Family Background Location Usage
Pegasus (NSO Group) Continuous background GPS logging with encrypted exfiltration
Predator (Cytrox) Background tracking tied to C2 tasking commands
FlexiSPY Configurable background polling interval, route reconstruction
TheTruthSpy Persistent background tracking marketed for "partner monitoring"
Cerberus Background geofencing combined with overlay injection
Monokle (STC) Background location as part of full surveillance toolkit
PhoneSpy Background tracking with location history stored in local SQLite

Android Version Changes

Android 10 (API 29): ACCESS_BACKGROUND_LOCATION introduced. Apps targeting API 29+ must request it explicitly. The runtime dialog shows "Allow all the time" as an option when background location is requested alongside foreground location. Apps targeting API 28 or below automatically receive background access when granted foreground location (compatibility behavior).

Android 11 (API 30): Incremental grants enforced. The system blocks requesting ACCESS_BACKGROUND_LOCATION in the same dialog as foreground permissions. The app must first obtain foreground location, then separately request background. The second request opens the app's Settings page where the user manually selects "Allow all the time." This two-step flow significantly reduces the background location grant rate.

Android 11 (API 30): Auto-revoke (hibernation) introduced. If the app is not used for several months, all permissions including background location are automatically revoked. Malware that hides its launcher icon may still have its permissions revoked.

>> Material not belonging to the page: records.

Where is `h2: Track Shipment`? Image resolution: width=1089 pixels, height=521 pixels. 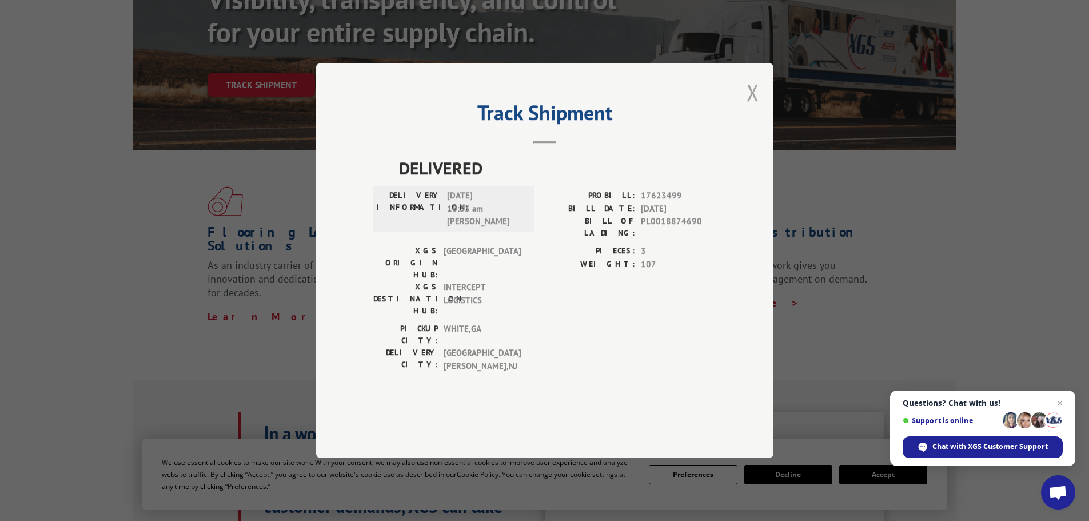 h2: Track Shipment is located at coordinates (545, 115).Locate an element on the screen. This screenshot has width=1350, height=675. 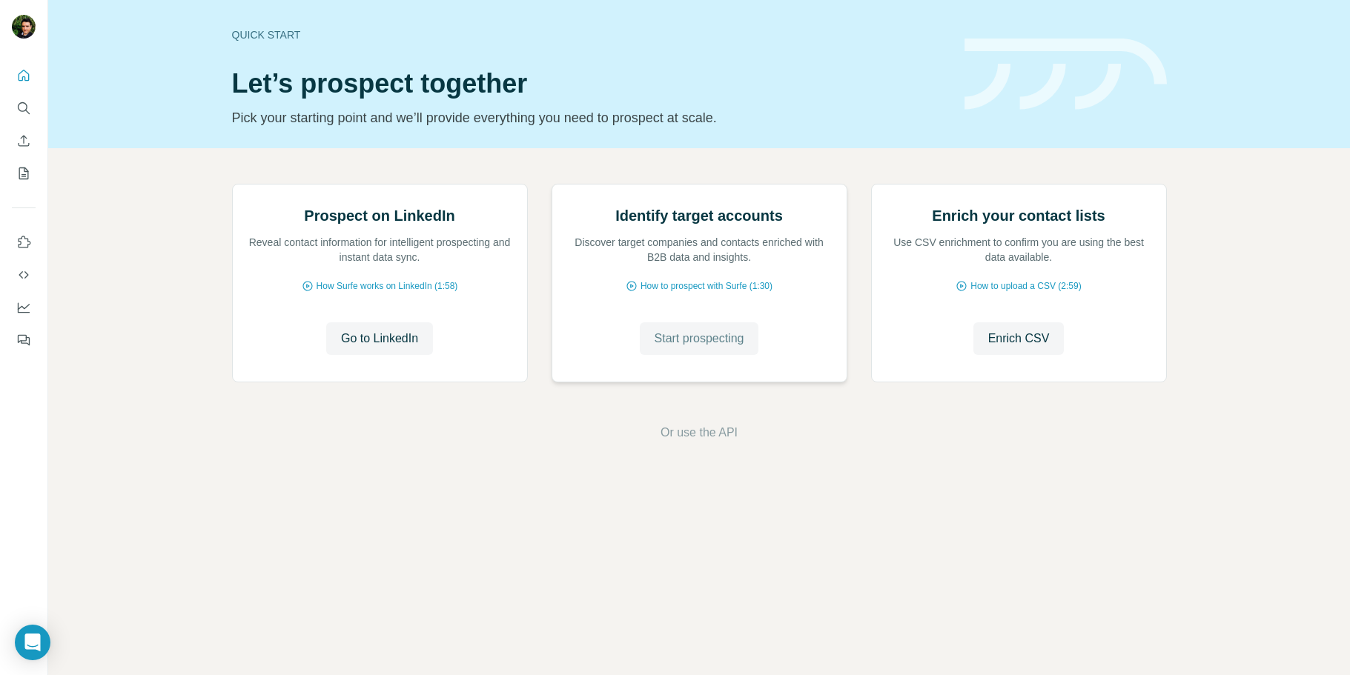
span: How to prospect with Surfe (1:30) is located at coordinates (707, 286).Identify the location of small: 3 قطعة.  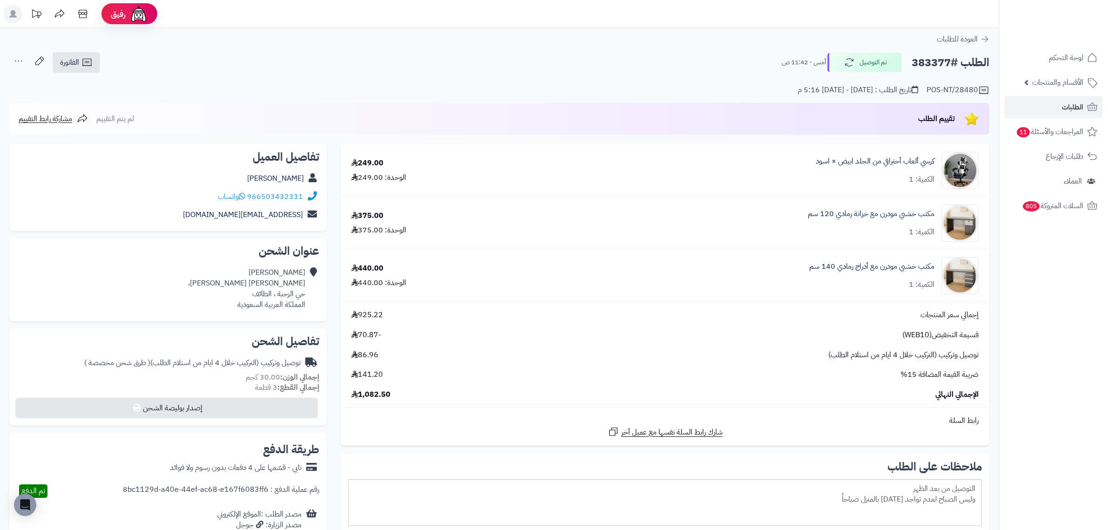
(287, 387).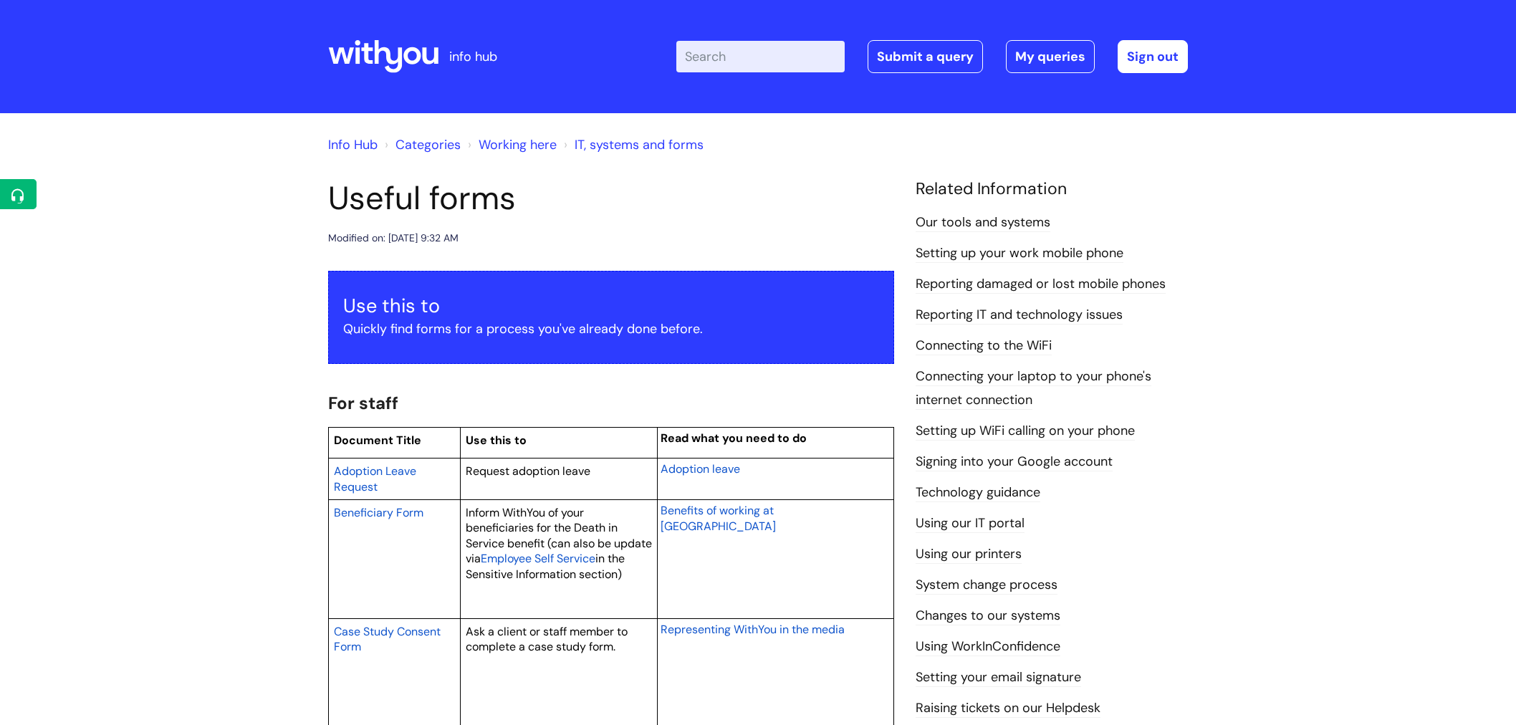  What do you see at coordinates (611, 306) in the screenshot?
I see `h3: Use this to` at bounding box center [611, 306].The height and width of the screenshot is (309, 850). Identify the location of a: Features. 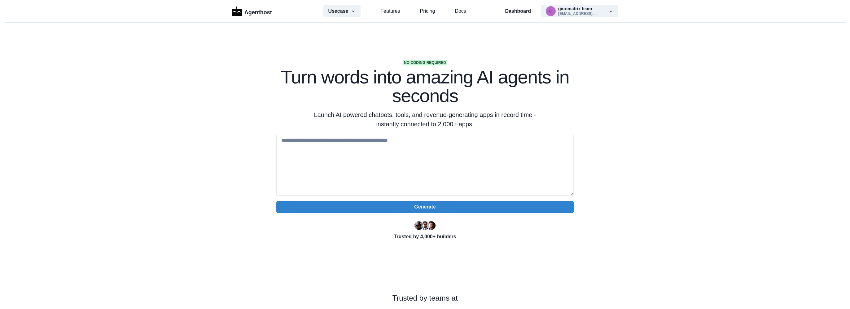
(390, 11).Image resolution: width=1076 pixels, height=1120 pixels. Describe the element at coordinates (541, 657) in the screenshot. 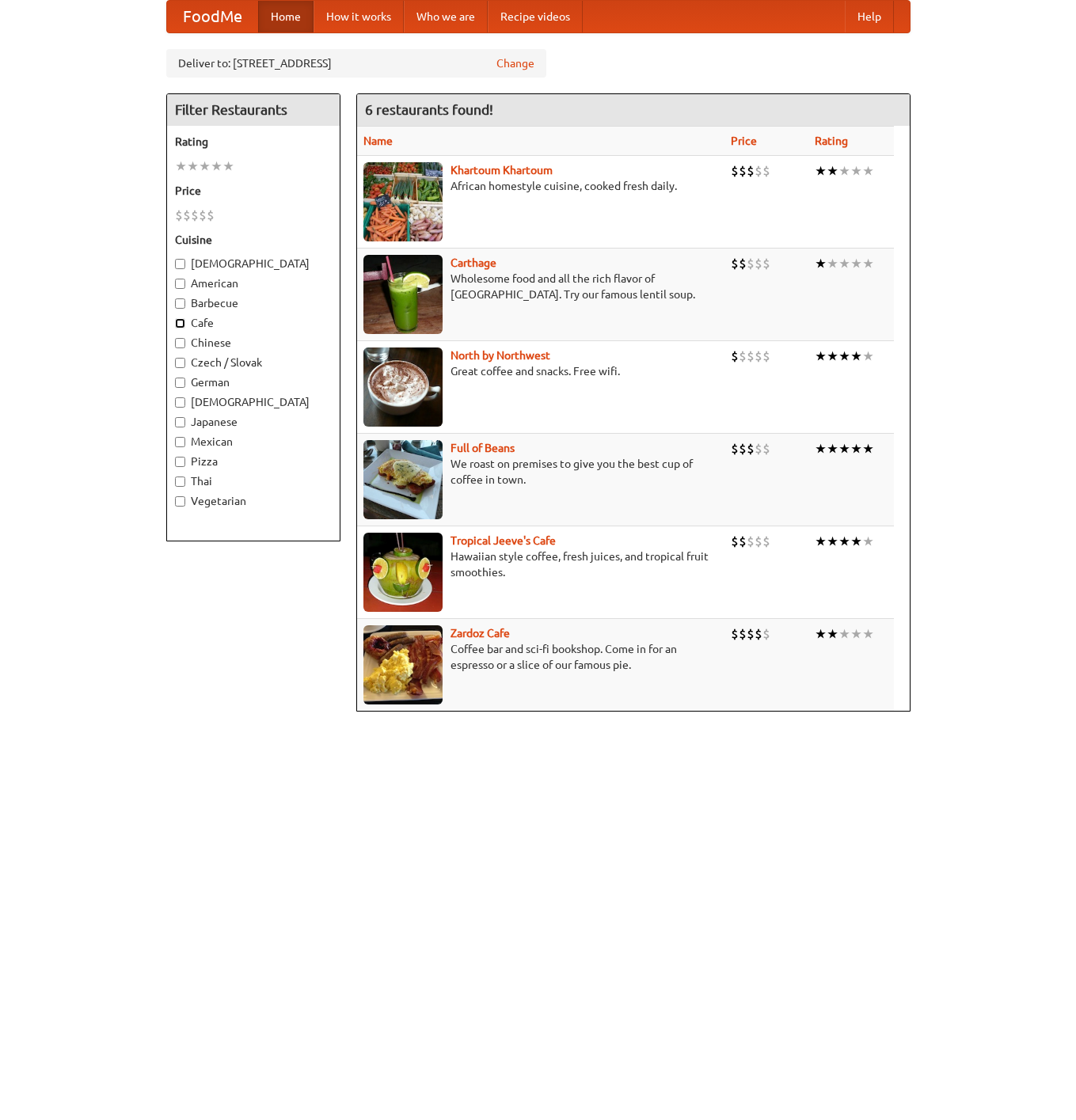

I see `p: Coffee bar and sci-fi bookshop. Come in for an espresso or a slice of our famous pie.` at that location.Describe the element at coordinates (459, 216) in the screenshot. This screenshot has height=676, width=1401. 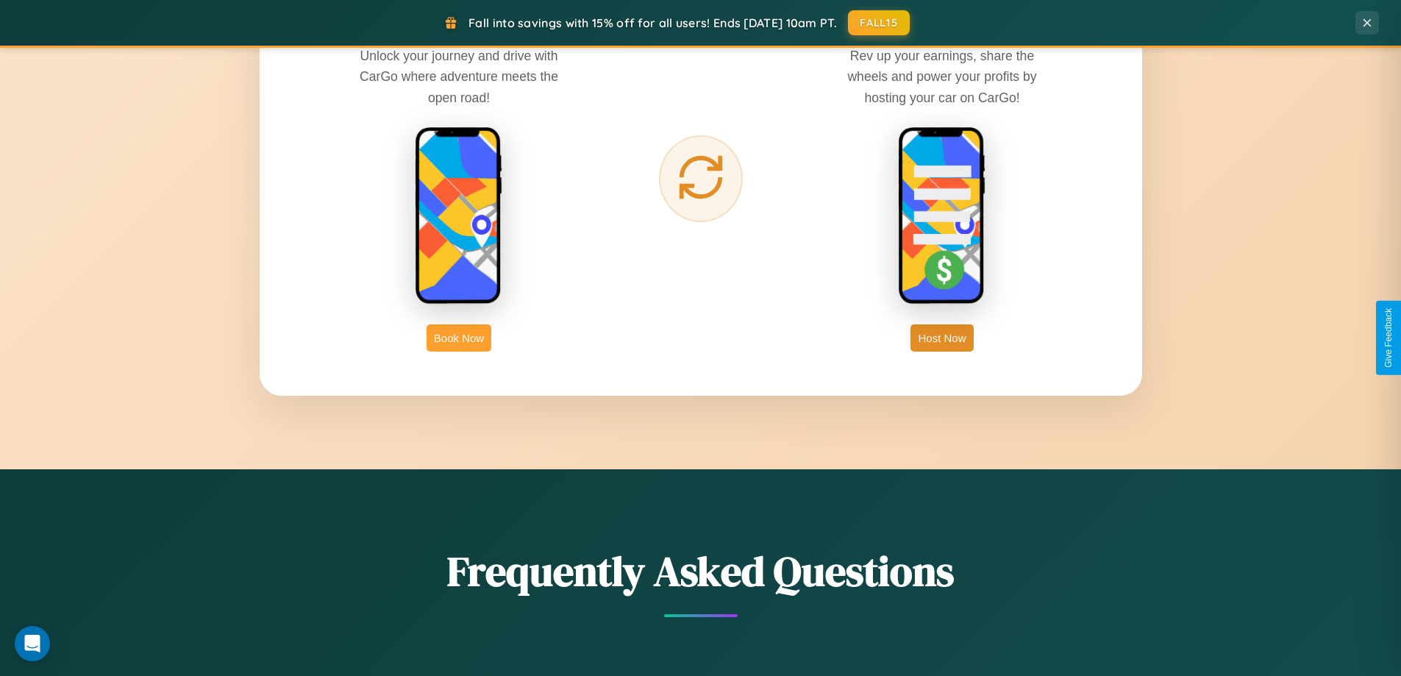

Android 12 (API 31): The approximate location toggle compounds the restriction. Even if background location is granted, the user may have selected approximate only, limiting background updates to coarse accuracy.

Android 13 (API 33): Foreground service type enforcement tightened. Apps declaring foregroundServiceType="location" must hold ACCESS_FINE_LOCATION or ACCESS_COARSE_LOCATION. This does not replace ACCESS_BACKGROUND_LOCATION but affects the foreground service workaround.

Android 14 (API 34): Foreground service types are now mandatory. Apps must declare foregroundServiceType in the manifest and hold the corresponding permissions at runtime. The location type requires active location permissions.

Workarounds When Background Location Is Denied

Technique Mechanism Limitations
Foreground service with notification Declare foregroundServiceType="location" with a persistent notification Visible to user, can be dismissed on Android 13+
WorkManager periodic tasks Schedule recurring work that reads getLastKnownLocation() Subject to battery optimization, may get stale location
AlarmManager + setExactAndAllowWhileIdle() Wake the app at exact intervals to grab location Doze mode limits frequency, gets killed quickly
Push notification trigger FCM message triggers location read in message handler Brief execution window, unreliable for continuous tracking
Companion device pairing Use CompanionDeviceManager to exempt from background restrictions Requires user interaction, device pairing step
Accessibility service abuse Read location from other apps' UI or maintain process priority Requires accessibility grant, heavily scrutinized

Detection

In the manifest:

<uses-permission android:name="android.permission.ACCESS_BACKGROUND_LOCATION" />

The presence of ACCESS_BACKGROUND_LOCATION in any app that is not a navigation, fitness tracking, or family safety app is a strong red flag.

Key indicators during analysis:

Signal What to Look For
Manifest ACCESS_BACKGROUND_LOCATION + RECEIVE_BOOT_COMPLETED + INTERNET
PendingIntent registration requestLocationUpdates() with PendingIntent instead of LocationCallback
Geofence setup addGeofences() calls, especially with coordinates matching country boundaries
Database storage Local SQLite tables storing latitude, longitude, timestamp, accuracy columns
Service declarations foregroundServiceType="location" combined with minimal or deceptive notification text
Boot receiver BroadcastReceiver for BOOT_COMPLETED that re-registers location requests

Apps that request background location but have no visible mapping, navigation, or fitness UI are almost certainly collecting location for exfiltration. Cross-reference the requested permissions with the app's declared functionality to identify the mismatch.